I really believed it for a sec…
Nothing on this site can currently be trusted… 🤦♂️
Knowing it’s BS allows me to find it quite funny btw. 😆
Be sure to check out peoples reactions in the comments!!!
RT @mattwensing@twitter.com
i still work at twitter
i used to attend meetings about tweaking the icons
last night i drank 8 redbulls and rewrote the worst parts of our direct messages backend
i haven’t felt this alive since cs 301
thank you elon
🐦🔗: https://twitter.com/mattwensing/status/1594350932833480704
@florianjug There's also so much crypto-spam. And the science discussion, at least for me, has evaporated completely at that site. It's time to let go.
@albertcardona @florianjug It is insane how much it has shifted in quantity of science content, but notably quality of all posts... It's like watching it like your favorite jumper come apart with one pull of a thread...
@Mill_lab @florianjug In the end, I am happy to see that it's the people that make the scientific network interesting, not the site per se. At least we have that with us.
@albertcardona @florianjug I am amazed Albert at your energy on this platform 😮 - have you completely transitioned from ? Do you feel the rest of your community has come with you? This is where I feel 'my community' is falling down- why we straddle- because of old skool stolwarts who stand by until it sinks, rare disease groups that lack 'hours/time/people/money' for step change, and policy makers stuck in status quo. I am so envious of where you are at....
@Mill_lab @florianjug In other words, following from @jdrugowitsch et al. work [1], "Decision making often involves the accumulation of information over time, but acquiring information typically comes at a cost."
The decision here is whether to stay when one switches; switching in itself is merely part of exploratory behavior. Gathering evidence that a permanent switch is worth it has a cost. One has to act (to reduce that cost) before the step increase of costs (of unassisted gathering) beyond what's acceptable.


__PROBLEM DETAILS__: Looking through the data, please report how many lines contain the string "Bathrooms", giving nothing but the number.

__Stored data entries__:

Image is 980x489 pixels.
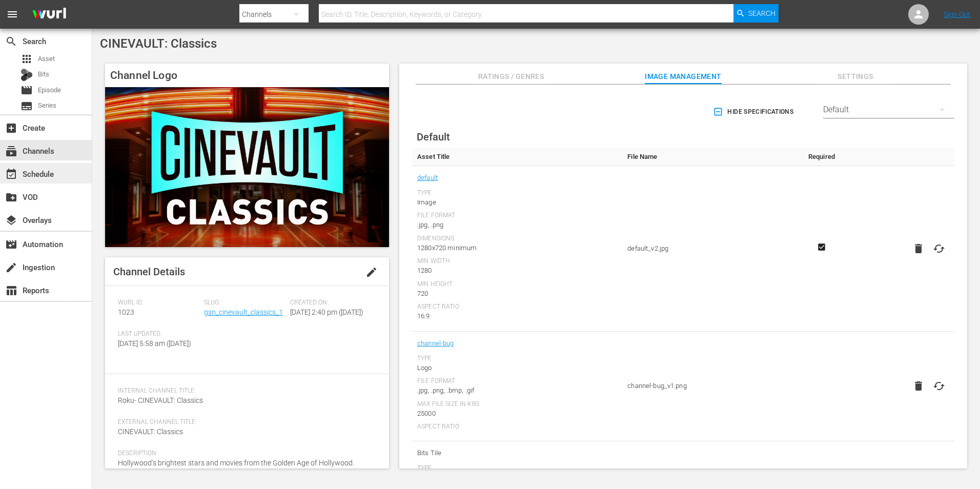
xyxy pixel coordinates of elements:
[748,4,776,23] span: Search
[100,36,217,51] span: CINEVAULT: Classics
[5,145,17,158] span: Channels
[6,8,19,21] span: menu
[118,299,199,307] span: Wurl ID:
[21,100,33,112] span: Series
[418,464,617,472] div: Type
[418,377,617,385] div: File Format
[418,212,617,220] div: File Format
[38,69,49,79] span: Bits
[290,299,371,307] span: Created On:
[105,87,389,247] img: CINEVAULT: Classics
[359,260,384,285] button: edit
[645,70,721,83] span: Image Management
[418,243,617,253] div: 1280x720 minimum
[21,69,33,81] div: Bits
[417,131,450,143] span: Default
[105,63,389,87] h4: Channel Logo
[118,396,203,404] span: Roku- CINEVAULT: Classics
[290,308,363,316] span: [DATE] 2:40 pm ([DATE])
[21,84,33,96] span: Episode
[114,265,185,278] span: Channel Details
[38,100,56,111] span: Series
[715,107,794,118] span: Hide Specifications
[118,339,191,347] span: [DATE] 5:58 am ([DATE])
[418,355,617,363] div: Type
[412,148,622,166] th: Asset Title
[472,70,549,83] span: Ratings / Genres
[118,428,183,436] span: CINEVAULT: Classics
[5,35,17,47] span: Search
[38,54,55,64] span: Asset
[5,285,17,297] span: Reports
[418,423,617,431] div: Aspect Ratio
[21,53,33,65] span: Asset
[418,363,617,373] div: Logo
[118,459,354,467] span: Hollywood’s brightest stars and movies from the Golden Age of Hollywood.
[5,214,17,226] span: Overlays
[418,337,454,350] a: channel-bug
[418,257,617,265] div: Min Width
[418,265,617,276] div: 1280
[622,148,799,166] th: File Name
[817,70,894,83] span: Settings
[5,261,17,274] span: Ingestion
[118,330,199,338] span: Last Updated:
[418,446,617,460] span: Bits Tile
[418,220,617,230] div: .jpg, .png
[418,289,617,299] div: 720
[418,281,617,289] div: Min Height
[365,266,377,279] span: edit
[418,385,617,395] div: .jpg, .png, .bmp, .gif
[418,400,617,408] div: Max File Size In Kbs
[118,308,134,316] span: 1023
[5,168,17,180] span: Schedule
[118,418,371,426] span: External Channel Title:
[418,189,617,197] div: Type
[418,311,617,321] div: 16:9
[800,148,844,166] th: Required
[622,166,799,331] td: default_v2.jpg
[418,408,617,419] div: 25000
[204,308,283,316] a: gsn_cinevault_classics_1
[5,238,17,251] span: Automation
[943,10,970,19] a: Sign Out
[816,242,828,252] svg: Required
[5,122,17,134] span: Create
[823,96,955,124] div: Default
[418,197,617,208] div: Image
[118,450,371,458] span: Description:
[733,4,778,23] button: Search
[38,85,61,96] span: Episode
[25,3,73,27] img: ans4CAIJ8jUAAAAAAAAAAAAAAAAAAAAAAAAgQb4GAAAAAAAAAAAAAAAAAAAAAAAAJMjXAAAAAAAAAAAAAAAAAAAAAAAAgAT5G...
[418,171,438,184] a: default
[622,331,799,442] td: channel-bug_v1.png
[418,303,617,311] div: Aspect Ratio
[118,387,371,395] span: Internal Channel Title:
[711,98,798,126] button: Hide Specifications
[5,191,17,204] span: VOD
[418,234,617,243] div: Dimensions
[204,299,285,307] span: Slug:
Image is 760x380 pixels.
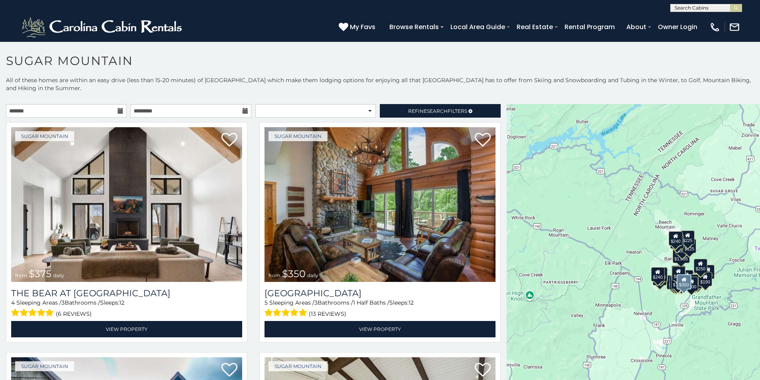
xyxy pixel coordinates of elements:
a: The Bear At [GEOGRAPHIC_DATA] [11,288,242,299]
a: Browse Rentals [385,20,443,34]
img: mail-regular-white.png [729,22,740,33]
div: $200 [680,270,693,284]
a: Sugar Mountain [268,361,327,371]
a: Add to favorites [475,132,491,149]
span: $350 [282,268,306,280]
img: White-1-2.png [20,15,185,39]
span: Search [427,108,448,114]
span: daily [307,272,318,278]
a: The Bear At Sugar Mountain from $375 daily [11,127,242,282]
a: Real Estate [513,20,557,34]
span: (6 reviews) [56,309,92,319]
img: The Bear At Sugar Mountain [11,127,242,282]
a: View Property [11,321,242,337]
a: [GEOGRAPHIC_DATA] [264,288,495,299]
div: $195 [688,274,702,289]
div: $190 [671,266,685,280]
a: Add to favorites [221,132,237,149]
span: My Favs [350,22,375,32]
span: 12 [408,299,414,306]
div: $250 [694,259,707,273]
span: 4 [11,299,15,306]
span: Refine Filters [408,108,467,114]
div: $240 [651,267,664,282]
div: $190 [698,272,712,286]
div: $300 [672,266,685,281]
a: Sugar Mountain [268,131,327,141]
div: $175 [671,275,684,289]
div: $240 [669,231,682,246]
span: 1 Half Baths / [353,299,389,306]
a: Rental Program [560,20,619,34]
span: (13 reviews) [309,309,346,319]
a: Grouse Moor Lodge from $350 daily [264,127,495,282]
a: Add to favorites [475,362,491,379]
span: $375 [29,268,51,280]
div: $125 [682,239,696,253]
span: 3 [61,299,65,306]
a: Owner Login [654,20,701,34]
div: Sleeping Areas / Bathrooms / Sleeps: [11,299,242,319]
img: phone-regular-white.png [709,22,720,33]
div: $155 [670,276,683,290]
div: $1,095 [672,249,690,263]
span: daily [53,272,64,278]
div: $155 [701,265,714,279]
span: 3 [314,299,317,306]
span: 12 [119,299,124,306]
a: My Favs [339,22,377,32]
h3: The Bear At Sugar Mountain [11,288,242,299]
span: from [268,272,280,278]
a: Sugar Mountain [15,361,74,371]
a: Local Area Guide [446,20,509,34]
div: $500 [684,277,698,291]
img: Grouse Moor Lodge [264,127,495,282]
div: $225 [681,231,694,245]
div: $350 [677,274,691,290]
a: RefineSearchFilters [380,104,500,118]
span: from [15,272,27,278]
a: View Property [264,321,495,337]
h3: Grouse Moor Lodge [264,288,495,299]
a: Sugar Mountain [15,131,74,141]
span: 5 [264,299,268,306]
a: Add to favorites [221,362,237,379]
div: Sleeping Areas / Bathrooms / Sleeps: [264,299,495,319]
a: About [622,20,650,34]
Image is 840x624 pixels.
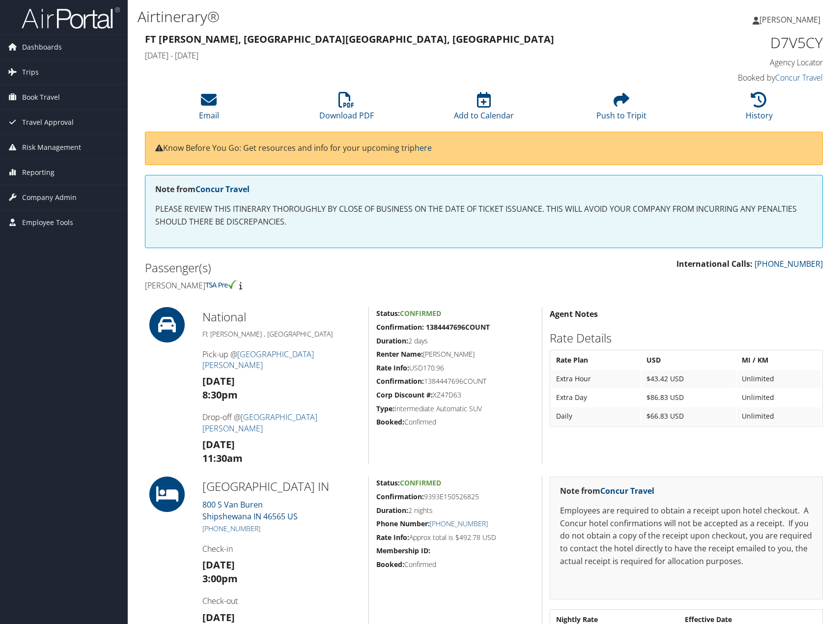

__TASK OUTPUT__: 2